(Collected data)
Start of Block

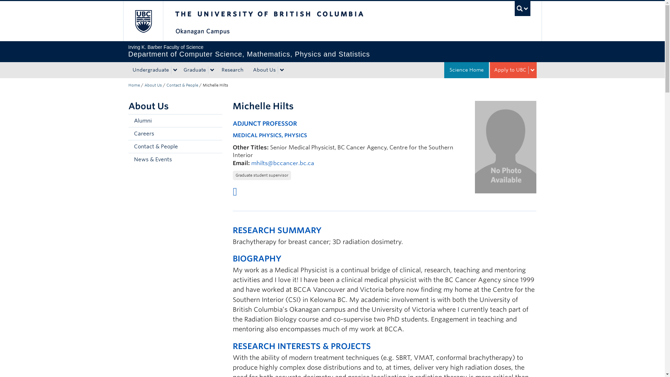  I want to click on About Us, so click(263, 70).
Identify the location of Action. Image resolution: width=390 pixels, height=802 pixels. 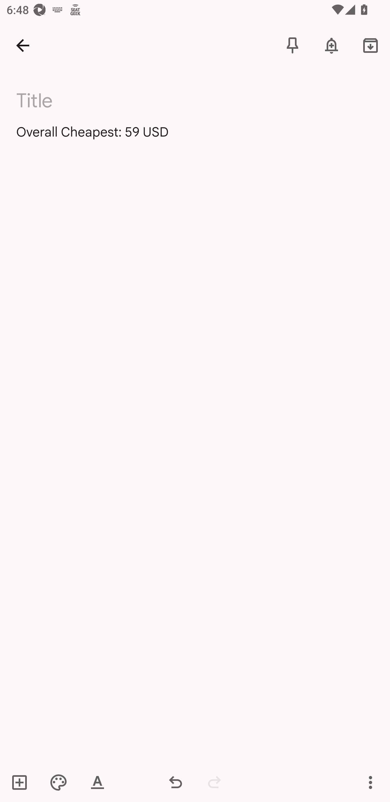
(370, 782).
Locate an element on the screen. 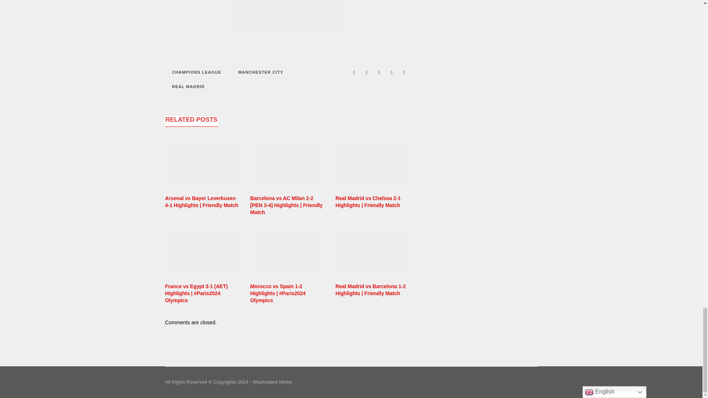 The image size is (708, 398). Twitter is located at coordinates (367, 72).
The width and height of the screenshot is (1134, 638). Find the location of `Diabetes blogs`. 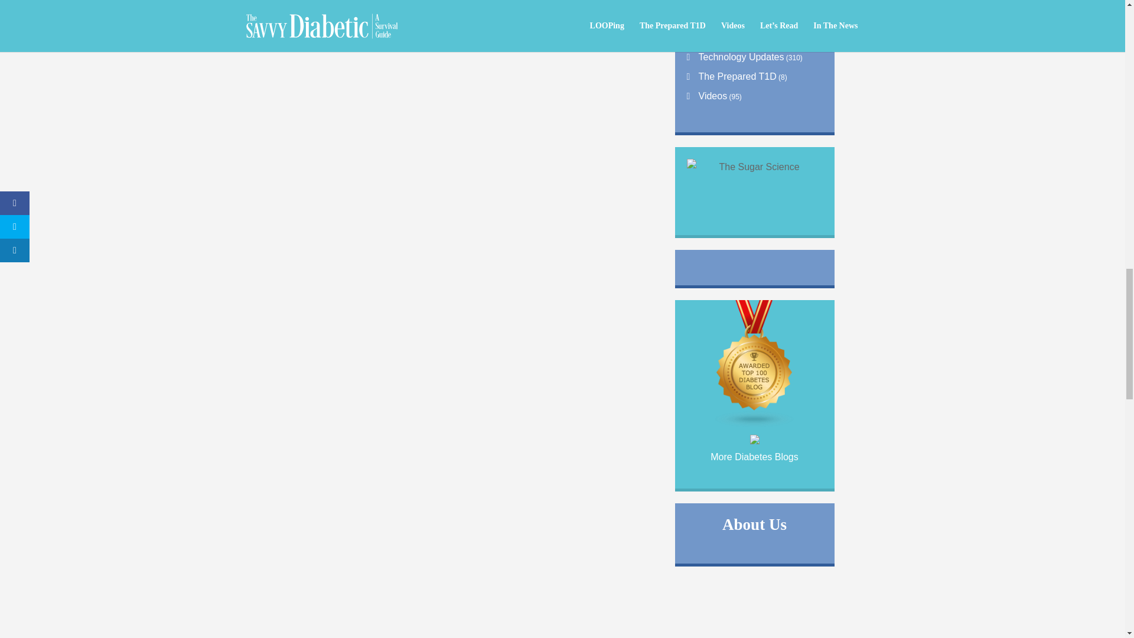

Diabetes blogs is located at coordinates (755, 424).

End of Block

◆ Action item:
Give again, word for word, only the lines from the one with "The width and" through the last line of the entries, both included; no pictures go in the copy.

◆ Solution for this problem:
The width and height of the screenshot is (1134, 638). Find the location of `Diabetes blogs`. 

Diabetes blogs is located at coordinates (755, 424).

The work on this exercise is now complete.